At 29th Jan 2009, Sambitprem wrote:Scenes of poverty and squalour may appear romantic to Westerners and to our snooty elite but for ordinary Indians they are an everyday reality. One wonders what sort of mind can find such images aesthetically pleasing. Party-hopping socialites (for example, Shobhaa De after all her bombast of "enough is enough" after the Mumbai attack, went and watched a pirated copy!) who are distanced from such reality may find this film an "eye-opener" but for us it IS just poverty-porn. Leaving that aside, I have eight other objections to the film.
1) The director seems to RELISH showing violence. Some of it (like the police-torture) is quite needless. And why was the boy arrested in the first place? On what charge? Was it realistic?
2) How can a boy growing up in slums speak such accented English? Even if one assumes that the language he actually uses to communicate with the game-show host and the police officer is Hindi (granting the director the creative license to use a language better suited for international audiences), there are 2 instances where it is stretched too far: (a) when the boy becomes a 鈥榞uide鈥 for foreign tourists at the Taj Mahal & (b) when he becomes a substitute-operator at the call-centre.
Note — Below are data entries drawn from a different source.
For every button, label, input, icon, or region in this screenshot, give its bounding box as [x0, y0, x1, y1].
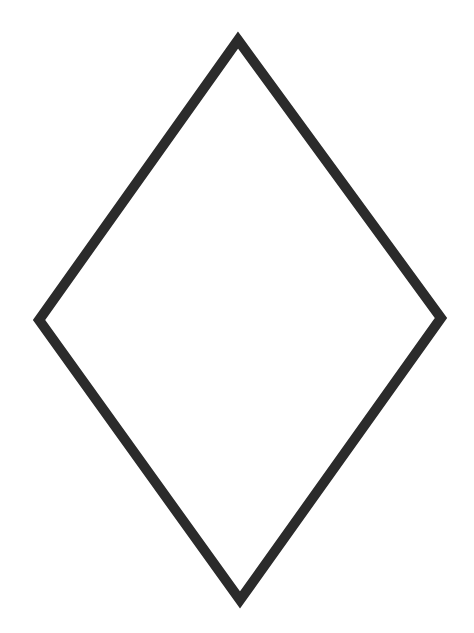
rhombus-figure: [0, 0, 474, 633]
diagram-canvas: [0, 0, 474, 633]
rhombus-outline: [39, 40, 441, 600]
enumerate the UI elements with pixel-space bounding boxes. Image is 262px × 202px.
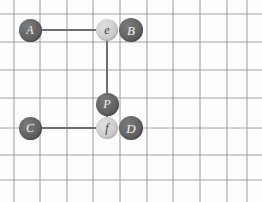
stone-C[interactable]: C — [19, 117, 42, 140]
stone-layer: AeBPCfD — [0, 0, 262, 202]
stone-e[interactable]: e — [96, 19, 118, 41]
stone-D[interactable]: D — [119, 116, 143, 140]
stone-f[interactable]: f — [96, 117, 118, 139]
stone-label-e: e — [104, 24, 109, 36]
go-board-diagram: AeBPCfD — [0, 0, 262, 202]
stone-A[interactable]: A — [19, 19, 42, 42]
stone-label-A: A — [26, 24, 33, 36]
stone-label-f: f — [105, 122, 108, 134]
stone-label-B: B — [127, 23, 135, 36]
stone-P[interactable]: P — [96, 93, 119, 116]
stone-label-P: P — [103, 98, 110, 110]
stone-B[interactable]: B — [119, 18, 143, 42]
stone-label-C: C — [26, 122, 34, 134]
stone-label-D: D — [126, 121, 135, 134]
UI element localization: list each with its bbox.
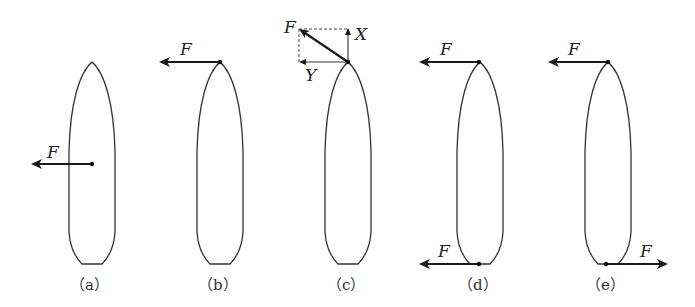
panel-e: F F （e） [548,39,668,294]
bow-force-label: F [439,39,453,59]
panel-b: F （b） [159,39,243,294]
force-label: F [179,39,193,59]
force-arrow [305,33,348,62]
force-label: F [283,17,297,37]
panel-c: F X Y （c） [283,17,371,294]
panel-caption: （c） [327,276,365,294]
hull-outline [325,62,371,264]
panel-caption: （e） [586,276,625,294]
panel-a: F （a） [31,62,115,294]
arrowhead-icon [299,29,310,38]
hull-outline [457,62,503,264]
hull-outline [585,62,631,264]
force-label: F [46,142,60,162]
x-component-label: X [353,24,368,44]
bow-force-label: F [567,39,581,59]
stern-force-label: F [639,241,653,261]
application-point [606,60,610,64]
panel-caption: （a） [70,276,109,294]
application-point [218,60,222,64]
application-point [477,60,481,64]
y-component-label: Y [305,65,318,85]
application-point [604,262,608,266]
application-point [477,262,481,266]
panel-d: F F （d） [419,39,503,294]
hull-outline [197,62,243,264]
hull-force-diagram: F （a） F （b） F X Y （c） F [0,0,695,307]
application-point [90,162,94,166]
panel-caption: （b） [198,276,238,294]
panel-caption: （d） [458,276,498,294]
application-point [346,60,350,64]
stern-force-label: F [437,241,451,261]
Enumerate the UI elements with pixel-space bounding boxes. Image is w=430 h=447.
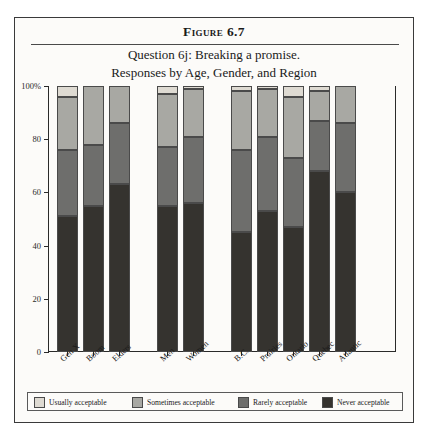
legend-swatch-icon bbox=[322, 397, 333, 408]
y-axis-tick bbox=[44, 299, 49, 300]
bar-prairies[interactable] bbox=[257, 86, 278, 352]
y-axis-tick bbox=[44, 192, 49, 193]
bar-segment bbox=[283, 158, 304, 227]
bar-segment bbox=[183, 137, 204, 204]
bar-atlantic[interactable] bbox=[335, 86, 356, 352]
bar-ontario[interactable] bbox=[283, 86, 304, 352]
bar-segment bbox=[57, 97, 78, 150]
bar-segment bbox=[231, 86, 252, 91]
bar-segment bbox=[231, 232, 252, 352]
bar-segment bbox=[83, 86, 104, 145]
bar-segment bbox=[83, 206, 104, 352]
figure-title-line-2: Responses by Age, Gender, and Region bbox=[15, 65, 413, 81]
bar-segment bbox=[309, 91, 330, 120]
bar-segment bbox=[257, 89, 278, 137]
bar-segment bbox=[183, 203, 204, 352]
bar-segment bbox=[183, 89, 204, 137]
y-axis-label: 80 bbox=[33, 134, 42, 144]
bar-segment bbox=[57, 150, 78, 217]
bar-segment bbox=[157, 94, 178, 147]
bar-segment bbox=[283, 86, 304, 97]
bar-segment bbox=[257, 86, 278, 89]
y-axis-label: 100% bbox=[21, 81, 41, 91]
y-axis-line bbox=[48, 86, 49, 352]
bar-segment bbox=[183, 86, 204, 89]
y-axis-tick bbox=[44, 352, 49, 353]
legend-item[interactable]: Usually acceptable bbox=[34, 396, 107, 409]
y-axis-tick bbox=[44, 139, 49, 140]
bar-segment bbox=[309, 171, 330, 352]
chart-legend: Usually acceptableSometimes acceptableRa… bbox=[27, 392, 403, 411]
legend-label: Usually acceptable bbox=[49, 398, 107, 407]
plot-right-border bbox=[395, 86, 396, 352]
bar-segment bbox=[57, 86, 78, 97]
bar-segment bbox=[231, 91, 252, 150]
bar-segment bbox=[309, 121, 330, 172]
y-axis-tick bbox=[44, 246, 49, 247]
legend-swatch-icon bbox=[238, 397, 249, 408]
bar-women[interactable] bbox=[183, 86, 204, 352]
y-axis-label: 60 bbox=[33, 187, 42, 197]
bar-segment bbox=[157, 147, 178, 206]
bar-segment bbox=[109, 184, 130, 352]
figure-title-line-1: Question 6j: Breaking a promise. bbox=[15, 47, 413, 63]
legend-item[interactable]: Never acceptable bbox=[322, 396, 390, 409]
legend-label: Never acceptable bbox=[337, 398, 390, 407]
bar-segment bbox=[231, 150, 252, 232]
bar-elders[interactable] bbox=[109, 86, 130, 352]
legend-label: Rarely acceptable bbox=[253, 398, 307, 407]
y-axis-label: 40 bbox=[33, 241, 42, 251]
bar-segment bbox=[309, 86, 330, 91]
y-axis-label: 0 bbox=[37, 347, 41, 357]
bar-men[interactable] bbox=[157, 86, 178, 352]
bar-segment bbox=[109, 123, 130, 184]
legend-item[interactable]: Sometimes acceptable bbox=[132, 396, 215, 409]
chart-plot-area: 020406080100% Gen XBoomEldersMenWomenB.C… bbox=[48, 86, 396, 352]
bar-segment bbox=[83, 145, 104, 206]
legend-item[interactable]: Rarely acceptable bbox=[238, 396, 307, 409]
y-axis-label: 20 bbox=[33, 294, 42, 304]
bar-quebec[interactable] bbox=[309, 86, 330, 352]
bar-segment bbox=[257, 211, 278, 352]
bar-segment bbox=[283, 97, 304, 158]
bar-segment bbox=[335, 192, 356, 352]
figure-number: Figure 6.7 bbox=[15, 24, 413, 40]
bar-segment bbox=[57, 216, 78, 352]
bar-gen-x[interactable] bbox=[57, 86, 78, 352]
title-divider bbox=[31, 44, 399, 45]
bar-segment bbox=[257, 137, 278, 211]
bar-segment bbox=[335, 123, 356, 192]
legend-label: Sometimes acceptable bbox=[147, 398, 215, 407]
figure-frame: Figure 6.7 Question 6j: Breaking a promi… bbox=[14, 17, 414, 423]
bar-segment bbox=[157, 206, 178, 352]
bar-b-c[interactable] bbox=[231, 86, 252, 352]
bar-segment bbox=[335, 86, 356, 123]
bar-segment bbox=[283, 227, 304, 352]
legend-swatch-icon bbox=[34, 397, 45, 408]
legend-swatch-icon bbox=[132, 397, 143, 408]
y-axis-tick bbox=[44, 86, 49, 87]
bar-segment bbox=[157, 86, 178, 94]
bar-boom[interactable] bbox=[83, 86, 104, 352]
bar-segment bbox=[109, 86, 130, 123]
3) When the boy uses his 鈥榣ifeline鈥 during the game-show, his friend discovers that she has forgotten her mobile and has to run back for it. This is plain Bollywood masala! Did the director HAVE to make it so melodramatic?
4) How did the boy know who invented the revolver just by watching his brother use it?
How does his friend know about Benjamin Franklin?
5) 鈥淒arshan Do Ghanshyam鈥 is NOT written by Surdas. It is written by Gopal Singh Nepali for the movie Narsi Bhagat (1957). This song is also credited as traditional and originally written by 15th century poet Narsi Mehta, whose life that film is based on.
6) After winning the game-show, the boy sits on the railway platform and nobody recognizes him! Considering the popularity of the show, is that realistic?
7) Two glaring omissions: To qualify for the show one has to answer several GK questions over phone or Internet. Even after making it to the show, a contestant can reach the hot-seat, only after 鈥渇astest finger first鈥. All this is conveniently forgotten in the film.
8) And of course the greatest flaw in the storyline: programmes like 'Kaun Banega Crorepati' and 'Who Wants To Be A Millionaire' are NOT telecast live. As a result the entire structure of the film becomes unrealistic. For a film that boasts of being realistic such a flaw cannot be overlooked.
Anyone else wants to say this is a g-r-e-a-t film despite all these flaws?